After leaving the university, we are told that he travelled through France and the Netherlands, but the commencement and conclusion of these travels are not specified. On his return, he is said to have entered himself of the Middle Temple, with a view to study the municipal law, but even this fact depends chiefly on a record, without a date, which, Speght informs us, a Mr. Buckley had seen, where Jeffery Chaucer was fined “two shillings for beating a Franciscane frier in Fleet-street.” Leland speaks of his frequenting the law colleges after his travels in France, and perhaps before. Mr. Tyrwhitt doubts these travels in France, and has indeed satisfactorily proved that Leland’s account of Chaucer is full of inconsistencies—Leland is certainly inconsistent as to dates, but from the evidence Chaucer gave in a case of chivalry, we have full proof of one journey in France, although the precise period cannot be fixed. | Whatever time these supposed employments might have occupied, we discover, at length, with tolerable certainty, that Chaucer betook himself to the life of a courtier, and probably with all the accomplishments suited to his advancement in the court of a monarch who was magnificent in his establishment, and munificent in his patronage of learning and gallantry. At what period of life he obtained a situation here, is uncertain. The writer of the life prefixed to Urry’s edition supposes he was not more than thirty, because his first employment was in quality of the king’s page; but the first authentic memorial, respecting Chaucer at court, is the patent in Rymer, 41 Edward III. by which that king grants him an annuity of twenty marks, about 200l. of our money, by the title of Valettus noster,*

*

Mr. Ellis observes that “this office, by whatever name we translate it, might be held even by persons of the highest rank, because the only science then in request among the nobility was that of etiquette, the knowledge of which was acquired, together with the habits of chivalry, by passing in gradation through the several menial offices about the court." Ellis’s Specimens, vol. I. p. 202.

“our yeoman,” and this occurred when Chaucer was in his thirty-ninth year. Several mistakes have arisen respecting these grants, from his biographers not understanding the meaning of the titles given to our poet. Speght mentions a grant from king Edward four years later than the above, in which Chaucer is styled valettus hospitii, which he translates grome of the pallace, sinking our author, Mr. Tyrwhitt observes, as much too low, as his biographer in Urry’s edition had raised him too high, by translating the same words gentleman of the king’s privy chamber. Valet or yeoman was, according to the same acute scholiast, the intermediate rank between squier and grome.
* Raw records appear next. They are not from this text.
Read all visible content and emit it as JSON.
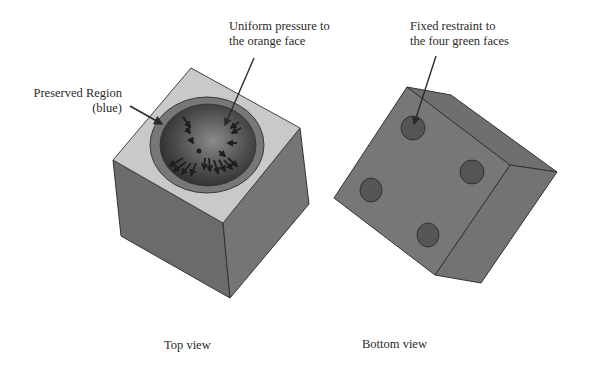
{
  "annotations": {
    "preserved_region": {
      "line1": "Preserved Region",
      "line2": "(blue)"
    },
    "uniform_pressure": {
      "line1": "Uniform pressure to",
      "line2": "the orange face"
    },
    "fixed_restraint": {
      "line1": "Fixed restraint to",
      "line2": "the four green faces"
    }
  },
  "captions": {
    "top_view": "Top view",
    "bottom_view": "Bottom view"
  },
  "colors": {
    "cube_top_face": "#c9c9c9",
    "cube_left_face": "#6b6b6b",
    "cube_right_face": "#757575",
    "preserved_ring": "#777777",
    "pressure_face_center": "#7a7a7a",
    "pressure_face_edge": "#2e2e2e",
    "bottom_face": "#777777",
    "restraint_disk": "#555555",
    "arrow": "#2b2b2b"
  }
}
It would be of more consequence to be able to determine what particular merits were rewarded by this royal bounty. Mr. Tyrwhitt can find no proof, and no ground for supposing that it was bestowed on Chaucer for his poetical talents, although it is almost certain that he had distinguished himself, as a poet, before this time. The “Assemblee of Foules,” the “Complaint of the Blacke Knight,” and the translation of the “Roman de la Rose,” were all composed before 1367, the sera which we are now considering. What strengthens Mr. Tyrwhitt‘ s opinion of the king’s indifference to Chaucer’s poetry, is his appointing him, a few years after, to the office of comptroller of | the custom of wool, with an injunction that “the said Geffrey write with his own hand his rolls touching the said office in his own proper person, and not by his substitute.” The inferences, however, which Mr. Tyrwhitt draws from this fact, viz. “that his majesty was either totally insensible of our author’s poetical talents, or at least had no mind to encourage him in the cultivation or exercise of them,” savours rather too much of the conjectural spirit which he professes to avoid. He allows that, notwithstanding what he calls “the petrifying quality, with which these Custom-house accounts might be expected to operate upon Chaucer’s genius,” he probably wrote his “House of Fame” while he was in that office. Still less candid to the memory of Edward will these inferences appear, if we apply modern notions of patronage to the subject; for in tvhat manner could the king more honourably encourage the genius of a poet, than by a civil employment which rendered him easy in his circumstances, and free from the suspicious obligations of a pension or sinecure?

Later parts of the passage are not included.